We’re Busted
Looks like the cat is out of the bag — someone outside the fraternity has figured out that ham radio is an aging hobby…
With the Internet at the cutting edge of communications, amateur radio - the term refers to its noncommercial status, not the skill level of its practitioners - is turning a bit gray. The average age of the 659,000 licensed ham operators in the United States is in the 60s, according to the American Radio Relay League, a national association for enthusiasts, based in Newington, Conn.
The Framingham radio club has about 80 dues-paying members, but "maybe two or three" are younger than 40, said Gordy Bello, the club’s president. "That’s a major concern for us in the hobby. We go to the annual conferences and see the same people, but we’re all a year older."
Amateur radio will never be able to attract enough young people to replace all the oldsters who are going to fade out over the next decade. That fact doesn’t stop clubs and individuals from seeking a solution to the conundrum and I don’t think that it should. Heck, the band on the Titanic continued to play as the big boat slipped beneath the icy waters.
I admire the fortitude of those who stand firm in the fight, but for the most part they have overlooked the most obvious clue of how things like this work:
In the early days of radio, it was the youngsters who first embraced the technology and its possibilities while the older folks came along — grudgingly at first, and then at a faster clip when it became obvious that the field could be made profitable.
It simply doesn’t work the other way around.
Cool is the birthright of youth – and older folks will never be able to convince younger folks that something is cool; it requires youthful self-discovery to become a contagion to a generation.
Any possible solution will require recognition of this keystone principle.

There is a “Final Solution” That is obvious.
The FCC should adopt a policy of benign neglect until such time as the spectrum has better use.The myth of the ham radio “service” like the league will die naturally on the vine. Let evolve what may from the remaining RF hobbiests. The possibilities are astounding!
This is natural selection at work. It is glacial in pace, yet as the SK roles grow, the death of what was Ham radio will come into focus.
Bring it on.
mike/wa4d
4 Oct 08 at 9:57 am
So, what exactly are you saying Jeff? It’s all over because the youth are not embracing two-way radio?
I disagree.
Let them go. They’re a hopeless cause when it comes to two way radio (notice I said two-way radio not two way computer. Computers are not radios as much as the ham geek squad wants us to believe).
Our youth are not attracted to two-way radio. That doesn’t mean we should give up growing the hobby. Just give up on the youth. They hear a different drummer. Let them have their own hobbies. Let them type and text their way into oblivion.
Let’s try to attract the millions of baby boomers that are retiring and will be just sitting at home listening to their wife nagging at them to fix something. They’ll soon realize that by retiring they have become worthless to society and with two-way radio they can become contributors again.
I have no desire to go after the young two-way computer geeks and try to convert them. It’s a waste of time, and at 58 years of age, I don’t have much time left.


* **TASK DESCRIPTION**: In the entries below, find each line with the string "null" and copy it.
***** DATA UNDER STUDY
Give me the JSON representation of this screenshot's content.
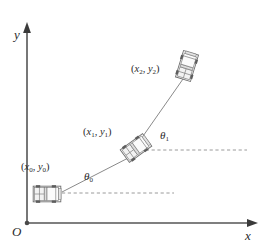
{
  "figure": {
    "background_color": "#ffffff",
    "line_color": "#6b6b6b",
    "axis_color": "#555555",
    "text_color": "#2b2b2b",
    "dashed_color": "#9a9a9a"
  },
  "axes": {
    "y_label": "y",
    "x_label": "x",
    "origin_label": "O",
    "y_axis": {
      "x": 27,
      "y_bottom": 223,
      "y_top": 25
    },
    "x_axis": {
      "y": 223,
      "x_left": 27,
      "x_right": 258
    }
  },
  "poses": [
    {
      "id": "pose-0",
      "coord_open": "(",
      "coord_x": "x",
      "coord_x_sub": "0",
      "coord_sep": ", ",
      "coord_y": "y",
      "coord_y_sub": "0",
      "coord_close": ")",
      "coord_text": "(x0, y0)",
      "center_x": 47,
      "center_y": 194,
      "heading_deg": 0,
      "angle_label": "θ",
      "angle_sub": "0",
      "angle_text": "θ0"
    },
    {
      "id": "pose-1",
      "coord_open": "(",
      "coord_x": "x",
      "coord_x_sub": "1",
      "coord_sep": ", ",
      "coord_y": "y",
      "coord_y_sub": "1",
      "coord_close": ")",
      "coord_text": "(x1, y1)",
      "center_x": 136,
      "center_y": 148,
      "heading_deg": -36,
      "angle_label": "θ",
      "angle_sub": "1",
      "angle_text": "θ1"
    },
    {
      "id": "pose-2",
      "coord_open": "(",
      "coord_x": "x",
      "coord_x_sub": "2",
      "coord_sep": ", ",
      "coord_y": "y",
      "coord_y_sub": "2",
      "coord_close": ")",
      "coord_text": "(x2, y2)",
      "center_x": 187,
      "center_y": 66,
      "heading_deg": -73,
      "angle_label": null,
      "angle_sub": null,
      "angle_text": null
    }
  ],
  "reference_lines": [
    {
      "id": "dashed-0",
      "x1": 62,
      "y1": 193,
      "x2": 174,
      "y2": 193
    },
    {
      "id": "dashed-1",
      "x1": 140,
      "y1": 150,
      "x2": 247,
      "y2": 150
    }
  ],
  "path_segments": [
    {
      "id": "segment-0-1",
      "x1": 62,
      "y1": 192,
      "x2": 134,
      "y2": 155
    },
    {
      "id": "segment-1-2",
      "x1": 141,
      "y1": 139,
      "x2": 183,
      "y2": 79
    }
  ],
  "icons": {
    "car": "car-top-view-icon",
    "y_arrow": "arrow-up-icon",
    "x_arrow": "arrow-right-icon",
    "origin_dot": "origin-dot-icon"
  }
}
**********
* **EXERCISE ANSWER**:
      "angle_label": null,
      "angle_sub": null,
      "angle_text": null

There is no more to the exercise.